More than half of CISOs reported the “most aggravating” aspect of identity is working with four or more identity vendors. Two-thirds of CISOs prefer having one or two identity providers rather than multiple vendors.

While only a few CISOs (less than 10%) think that a decade from now the cybersecurity market will consolidate to a handful of big providers, like Microsoft, Palo Alto Networks, Amazon, and Thoma Bravo, that is simply unlikely.

Consolidation in the security industry has been tried dozens of times over the last forty years and it just does not work.

Large cloud resources providers are scrambling today to build out product portfolios and to integrate in a few years what organizations have spent decades fine-tuning in their own data centers.

The rush to be “all things IT” by these big providers creates a natural resistance in enterprise adoption, because large cloud providers will not keep up with fast-moving business dynamics or address rapidly-evolving security risks. Moreover, large corporations will not put all their eggs in one cloud services provider, according to Impact Leaders research.

Large cloud providers do not focus on security. They may take it seriously, but that is different than making it their raison d’etre. Today and for years to come, CISOs plan to use specialized vendors to tackle the biggest slices of the IT security pie: security risks, identity-based attacks, identity and access are slices that CISOs and IT Teams want to take care of in one bite.

Security first

72% of IT executives say security is the primary factor when choosing an identity provider.

CISOs seeking identity solutions today want a vendor partner they can count on, one that integrates the entire identity infrastructure and lifecycle, and one that reflects best practices from security experts:

“Windows can’t be our sole security partner. It just doesn’t do enough to secure and integrate with our fragmented environment and hundreds of downstream apps.”

–CISO, $30BN CONSUMER PRODUCTS COMPANY

 

One CISO said this when asked why they preferred a unified product portfolio from a security-focused provider:

“Our employees often don’t have smart phones at work, yet we still need high security across every part of our identity and access footprint. I have high hopes for passwordless multi-factor authentication (MFA) in the future, but today I need a partner who can get identity done, get it working, and keep it secure.”

–EXECUTIVE, FORTUNE 500 CHIP MANUFACTURER

 

One national credit union received, according to its CIO, US$2.9M in net benefits to infrastructure and risk over a two-year period by deploying a unified, security-focused identity solution:

“We heard horror stories from peers at other credit unions, and from local companies in healthcare, who have been attacked and had to pay ransoms in bitcoin or be out of service for days or weeks while restoring operations. We knew for us it was just matter of time until we got hit.”

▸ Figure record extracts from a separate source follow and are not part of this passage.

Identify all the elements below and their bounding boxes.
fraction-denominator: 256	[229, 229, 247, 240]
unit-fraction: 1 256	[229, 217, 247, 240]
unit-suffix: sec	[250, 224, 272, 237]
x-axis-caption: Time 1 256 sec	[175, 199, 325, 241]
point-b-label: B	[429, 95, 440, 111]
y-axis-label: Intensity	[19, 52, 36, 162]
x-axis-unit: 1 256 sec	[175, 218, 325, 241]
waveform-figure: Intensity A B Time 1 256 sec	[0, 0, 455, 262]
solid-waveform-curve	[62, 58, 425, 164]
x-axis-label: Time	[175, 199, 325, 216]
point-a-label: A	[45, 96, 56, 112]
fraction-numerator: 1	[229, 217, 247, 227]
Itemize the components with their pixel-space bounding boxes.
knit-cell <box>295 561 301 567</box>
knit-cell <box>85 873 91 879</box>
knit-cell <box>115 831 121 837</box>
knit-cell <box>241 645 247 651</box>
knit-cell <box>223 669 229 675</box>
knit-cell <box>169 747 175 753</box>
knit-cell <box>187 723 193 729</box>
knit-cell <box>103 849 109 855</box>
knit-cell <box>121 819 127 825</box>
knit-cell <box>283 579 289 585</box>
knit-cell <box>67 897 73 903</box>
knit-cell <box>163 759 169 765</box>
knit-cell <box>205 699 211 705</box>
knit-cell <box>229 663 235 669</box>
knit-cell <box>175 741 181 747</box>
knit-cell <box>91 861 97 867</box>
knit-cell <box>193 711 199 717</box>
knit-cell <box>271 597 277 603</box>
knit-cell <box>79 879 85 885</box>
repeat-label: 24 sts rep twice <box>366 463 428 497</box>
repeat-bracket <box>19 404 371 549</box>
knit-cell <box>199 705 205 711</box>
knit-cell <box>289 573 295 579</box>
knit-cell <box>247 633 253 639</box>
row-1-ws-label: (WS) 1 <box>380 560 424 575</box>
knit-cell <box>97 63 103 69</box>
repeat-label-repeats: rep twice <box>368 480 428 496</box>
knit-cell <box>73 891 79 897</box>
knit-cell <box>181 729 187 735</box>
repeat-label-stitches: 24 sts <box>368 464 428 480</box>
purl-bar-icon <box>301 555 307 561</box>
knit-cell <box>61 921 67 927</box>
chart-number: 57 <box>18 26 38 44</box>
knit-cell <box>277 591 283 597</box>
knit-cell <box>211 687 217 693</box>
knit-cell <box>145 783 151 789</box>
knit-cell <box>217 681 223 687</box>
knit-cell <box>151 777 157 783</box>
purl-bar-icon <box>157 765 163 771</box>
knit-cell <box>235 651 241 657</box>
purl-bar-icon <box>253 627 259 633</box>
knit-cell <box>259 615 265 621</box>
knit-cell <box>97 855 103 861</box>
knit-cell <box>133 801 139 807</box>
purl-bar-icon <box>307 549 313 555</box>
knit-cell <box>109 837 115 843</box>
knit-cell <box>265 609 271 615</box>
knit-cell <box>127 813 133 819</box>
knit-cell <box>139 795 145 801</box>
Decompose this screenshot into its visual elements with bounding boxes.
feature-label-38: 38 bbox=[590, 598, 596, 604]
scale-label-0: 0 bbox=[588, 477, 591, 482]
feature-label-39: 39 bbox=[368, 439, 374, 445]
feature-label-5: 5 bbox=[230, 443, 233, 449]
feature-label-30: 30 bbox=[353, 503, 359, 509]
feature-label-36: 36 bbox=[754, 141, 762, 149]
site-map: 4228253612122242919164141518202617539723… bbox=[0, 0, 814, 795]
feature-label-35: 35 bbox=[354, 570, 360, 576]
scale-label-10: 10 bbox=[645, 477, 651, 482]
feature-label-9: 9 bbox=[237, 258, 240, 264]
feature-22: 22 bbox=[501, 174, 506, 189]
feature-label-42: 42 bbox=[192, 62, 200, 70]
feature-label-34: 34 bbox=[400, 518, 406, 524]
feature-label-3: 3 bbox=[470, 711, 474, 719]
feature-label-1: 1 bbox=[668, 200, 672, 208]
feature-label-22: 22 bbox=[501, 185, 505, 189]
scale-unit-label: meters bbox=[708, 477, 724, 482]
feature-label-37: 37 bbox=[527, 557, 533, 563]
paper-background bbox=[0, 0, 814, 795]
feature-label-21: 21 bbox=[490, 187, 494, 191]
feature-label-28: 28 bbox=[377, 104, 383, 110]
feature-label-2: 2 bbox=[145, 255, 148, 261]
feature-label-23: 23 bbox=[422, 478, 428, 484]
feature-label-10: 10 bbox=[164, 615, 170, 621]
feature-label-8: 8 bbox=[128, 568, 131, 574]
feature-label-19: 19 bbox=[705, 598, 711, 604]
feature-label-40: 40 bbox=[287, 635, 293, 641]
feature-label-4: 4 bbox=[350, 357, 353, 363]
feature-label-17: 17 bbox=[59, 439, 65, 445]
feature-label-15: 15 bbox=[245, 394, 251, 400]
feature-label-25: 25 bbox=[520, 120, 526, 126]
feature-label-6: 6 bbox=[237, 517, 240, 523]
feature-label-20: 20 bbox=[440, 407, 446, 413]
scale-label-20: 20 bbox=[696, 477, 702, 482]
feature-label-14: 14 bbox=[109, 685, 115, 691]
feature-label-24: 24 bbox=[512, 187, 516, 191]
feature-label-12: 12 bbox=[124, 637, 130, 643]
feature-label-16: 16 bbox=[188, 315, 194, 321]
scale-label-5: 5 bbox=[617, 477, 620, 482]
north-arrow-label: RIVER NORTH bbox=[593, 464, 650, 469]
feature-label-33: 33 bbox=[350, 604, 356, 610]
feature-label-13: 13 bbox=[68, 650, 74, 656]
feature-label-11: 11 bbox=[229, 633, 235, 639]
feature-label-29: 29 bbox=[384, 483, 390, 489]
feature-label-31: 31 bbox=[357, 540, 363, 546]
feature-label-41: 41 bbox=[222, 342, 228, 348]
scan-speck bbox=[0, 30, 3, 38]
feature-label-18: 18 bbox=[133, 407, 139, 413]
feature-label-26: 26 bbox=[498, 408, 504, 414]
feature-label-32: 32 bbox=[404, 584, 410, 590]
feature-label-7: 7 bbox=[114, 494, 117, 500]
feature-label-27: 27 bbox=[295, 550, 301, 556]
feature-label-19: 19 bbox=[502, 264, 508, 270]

-EXECUTIVE, NATIONAL CREDIT UNION

Identity Integrated with Microsoft and the Cloud

84% of respondents want security solutions to integrate with Microsoft, while 92% do not want to rely entirely on Microsoft security.

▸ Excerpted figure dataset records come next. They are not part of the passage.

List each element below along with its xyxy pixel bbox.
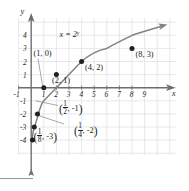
xtick-7: 7 [117,91,121,98]
page-rule-artifact [0,178,33,179]
point-4-2 [79,59,84,64]
point-1-2-neg1 [35,111,40,116]
xtick-4: 4 [79,91,83,98]
ytick-1: 1 [23,72,27,79]
ytick--2: -2 [20,111,26,118]
point-label-y-value: , -2 [83,126,94,135]
graph-figure: y x x = 2y -1 1 2 3 4 5 6 7 8 9 4 3 2 1 … [0,0,189,191]
point-label-8-3: (8, 3) [136,51,154,59]
xtick-8: 8 [130,91,134,98]
xtick-9: 9 [142,91,146,98]
xtick-5: 5 [92,91,96,98]
equation-lhs: x = 2 [60,30,77,39]
point-label-y-value: , -3 [42,132,53,141]
ytick--4: -4 [20,137,26,144]
point-label-4-2: (4, 2) [85,64,103,72]
point-label-2-1: (2, 1) [52,77,70,85]
point-label-quarter-neg2: (14, -2) [74,122,98,138]
xtick-2: 2 [54,91,58,98]
ytick-4: 4 [23,32,27,39]
point-label-eighth-neg3: (18, -3) [34,128,58,144]
point-8-3 [130,46,135,51]
paren-close: ) [79,102,83,114]
ytick--1: -1 [20,98,26,105]
xtick-3: 3 [67,91,71,98]
equation-annotation: x = 2y [60,31,80,40]
leader-1-2 [36,101,58,106]
y-axis-arrow-bottom [28,169,34,177]
point-label-y-value: , -1 [68,104,79,113]
xtick--1: -1 [14,91,20,98]
point-label-1-0: (1, 0) [34,50,52,58]
xtick-1: 1 [42,91,46,98]
paren-close: ) [53,130,57,142]
leader-1-0 [38,59,43,87]
x-axis-label: x [172,90,176,98]
ytick-2: 2 [23,59,27,66]
y-axis-label: y [21,8,25,16]
ytick-3: 3 [23,45,27,52]
ytick--3: -3 [20,124,26,131]
equation-exponent: y [77,30,79,36]
xtick-6: 6 [105,91,109,98]
paren-close: ) [94,125,98,137]
point-label-half-neg1: (12, -1) [59,100,83,116]
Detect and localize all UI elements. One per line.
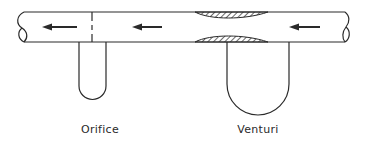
pipe-right-break xyxy=(343,12,349,42)
flow-meter-diagram: Orifice Venturi xyxy=(0,0,365,146)
venturi-label: Venturi xyxy=(237,123,278,136)
orifice-label: Orifice xyxy=(81,123,119,136)
pipe-left-break xyxy=(18,12,27,42)
venturi-bottom-constriction xyxy=(195,36,268,42)
flow-arrows xyxy=(42,24,320,31)
venturi-manometer xyxy=(227,42,289,115)
orifice-manometer xyxy=(79,42,106,100)
venturi-top-constriction xyxy=(195,12,268,18)
arrow-left-icon xyxy=(42,24,77,31)
arrow-right-icon xyxy=(289,24,320,31)
arrow-middle-icon xyxy=(132,24,162,31)
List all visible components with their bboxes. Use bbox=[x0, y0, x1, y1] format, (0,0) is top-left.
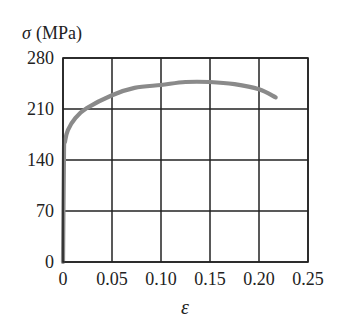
y-tick-label: 0 bbox=[45, 252, 54, 272]
x-tick-label: 0.05 bbox=[96, 269, 128, 289]
x-tick-label: 0.10 bbox=[145, 269, 177, 289]
y-tick-label: 280 bbox=[27, 48, 54, 68]
x-axis-label: ε bbox=[181, 296, 189, 318]
y-axis-label: σ(MPa) bbox=[22, 23, 82, 44]
grid bbox=[63, 58, 308, 262]
y-tick-label: 210 bbox=[27, 99, 54, 119]
y-tick-label: 140 bbox=[27, 150, 54, 170]
chart-canvas: 070140210280 00.050.100.150.200.25 σ(MPa… bbox=[0, 0, 343, 335]
y-tick-label: 70 bbox=[36, 201, 54, 221]
x-tick-label: 0.15 bbox=[194, 269, 226, 289]
stress-strain-chart: 070140210280 00.050.100.150.200.25 σ(MPa… bbox=[0, 0, 343, 335]
y-axis-unit: (MPa) bbox=[36, 23, 82, 44]
x-tick-label: 0.20 bbox=[243, 269, 275, 289]
x-axis-ticks: 00.050.100.150.200.25 bbox=[59, 269, 324, 289]
sigma-symbol: σ bbox=[22, 23, 32, 43]
x-tick-label: 0 bbox=[59, 269, 68, 289]
x-tick-label: 0.25 bbox=[292, 269, 324, 289]
y-axis-ticks: 070140210280 bbox=[27, 48, 54, 272]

Microsoft is an incumbent and respected provider of on-premises infrastructure in most large enterprises. Microsoft is also a respected cloud services provider with Microsoft Azure Active Directory and a growing portfolio of cloud apps.

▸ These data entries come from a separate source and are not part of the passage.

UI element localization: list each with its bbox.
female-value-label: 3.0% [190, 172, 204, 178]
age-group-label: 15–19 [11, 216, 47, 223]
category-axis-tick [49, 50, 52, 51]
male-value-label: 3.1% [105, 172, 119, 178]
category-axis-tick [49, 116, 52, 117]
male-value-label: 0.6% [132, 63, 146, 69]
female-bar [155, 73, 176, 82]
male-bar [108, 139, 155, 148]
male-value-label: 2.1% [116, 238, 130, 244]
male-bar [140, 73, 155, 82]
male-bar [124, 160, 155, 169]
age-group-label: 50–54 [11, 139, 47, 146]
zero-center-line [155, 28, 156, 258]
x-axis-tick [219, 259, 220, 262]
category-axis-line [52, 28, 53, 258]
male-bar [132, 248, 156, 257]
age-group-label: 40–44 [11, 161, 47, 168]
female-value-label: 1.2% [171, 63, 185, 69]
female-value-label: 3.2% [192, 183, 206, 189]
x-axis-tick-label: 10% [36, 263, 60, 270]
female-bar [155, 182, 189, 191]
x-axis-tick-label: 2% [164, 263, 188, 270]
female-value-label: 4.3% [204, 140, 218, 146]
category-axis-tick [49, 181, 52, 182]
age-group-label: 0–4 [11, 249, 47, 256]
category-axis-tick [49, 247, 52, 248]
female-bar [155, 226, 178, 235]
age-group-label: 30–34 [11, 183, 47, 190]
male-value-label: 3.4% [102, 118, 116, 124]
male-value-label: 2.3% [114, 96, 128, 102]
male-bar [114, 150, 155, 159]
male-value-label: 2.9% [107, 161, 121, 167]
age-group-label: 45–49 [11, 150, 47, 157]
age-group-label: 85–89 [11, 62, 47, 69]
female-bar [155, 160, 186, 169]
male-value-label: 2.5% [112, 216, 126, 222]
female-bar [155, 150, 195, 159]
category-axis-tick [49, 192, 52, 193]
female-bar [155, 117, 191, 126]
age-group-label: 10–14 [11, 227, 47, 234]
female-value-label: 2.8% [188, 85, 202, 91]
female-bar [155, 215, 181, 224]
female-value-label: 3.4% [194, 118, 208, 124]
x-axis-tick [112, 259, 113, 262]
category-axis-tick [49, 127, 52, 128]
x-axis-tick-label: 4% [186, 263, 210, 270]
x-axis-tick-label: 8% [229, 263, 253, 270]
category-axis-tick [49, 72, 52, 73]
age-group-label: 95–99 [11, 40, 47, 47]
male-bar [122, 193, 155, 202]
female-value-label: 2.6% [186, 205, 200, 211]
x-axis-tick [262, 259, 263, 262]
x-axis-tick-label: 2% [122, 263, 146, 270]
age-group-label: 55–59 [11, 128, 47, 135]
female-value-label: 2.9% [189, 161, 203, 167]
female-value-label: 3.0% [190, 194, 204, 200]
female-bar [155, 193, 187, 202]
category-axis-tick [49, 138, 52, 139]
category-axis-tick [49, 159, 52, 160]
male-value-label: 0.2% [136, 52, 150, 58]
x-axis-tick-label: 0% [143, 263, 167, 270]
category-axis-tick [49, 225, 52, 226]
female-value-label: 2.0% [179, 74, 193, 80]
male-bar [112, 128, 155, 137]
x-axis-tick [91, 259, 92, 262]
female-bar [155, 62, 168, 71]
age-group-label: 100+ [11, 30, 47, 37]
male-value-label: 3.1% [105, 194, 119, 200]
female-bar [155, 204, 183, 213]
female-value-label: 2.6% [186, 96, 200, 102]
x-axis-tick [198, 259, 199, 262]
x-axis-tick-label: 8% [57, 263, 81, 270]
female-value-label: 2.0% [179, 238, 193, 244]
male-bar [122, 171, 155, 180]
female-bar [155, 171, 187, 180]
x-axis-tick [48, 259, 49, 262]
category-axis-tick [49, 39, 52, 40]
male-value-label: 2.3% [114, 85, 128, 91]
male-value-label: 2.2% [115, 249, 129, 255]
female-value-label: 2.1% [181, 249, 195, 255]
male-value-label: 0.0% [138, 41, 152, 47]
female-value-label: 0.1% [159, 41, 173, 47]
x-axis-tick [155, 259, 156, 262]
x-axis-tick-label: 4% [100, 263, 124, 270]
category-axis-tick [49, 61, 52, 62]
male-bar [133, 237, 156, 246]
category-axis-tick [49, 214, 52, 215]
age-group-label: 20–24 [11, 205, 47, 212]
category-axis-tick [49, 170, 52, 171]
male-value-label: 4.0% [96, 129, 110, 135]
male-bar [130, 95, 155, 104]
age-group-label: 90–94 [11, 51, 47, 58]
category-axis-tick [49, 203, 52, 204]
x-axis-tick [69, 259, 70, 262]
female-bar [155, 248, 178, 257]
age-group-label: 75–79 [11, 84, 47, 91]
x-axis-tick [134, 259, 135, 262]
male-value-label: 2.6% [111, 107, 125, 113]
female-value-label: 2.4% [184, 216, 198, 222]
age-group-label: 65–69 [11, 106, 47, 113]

The challenge CISOs face is that Microsoft does not offer the same products with the same functionality to both cloud environments and on-premises resources. It is essentially two portfolios of products that cannot duplicate performance in their respective deployments.

Conclusion

Every credential is a target to sophisticated criminals; therefore every user should be treated as having privileged access.

CISOs prefer unifying identity instead of having one or two providers. A unified, security-focused identity provider produces measurable benefits in both developing a stronger security system, preventing risks, and enhancing user experience.

Identity is the aspect of IT infrastructure that has the greatest impact on an organization’s risk. Security focus is the primary factor used in selecting an identity provider.

This article is based on the original Impact Leaders report. View the original report here.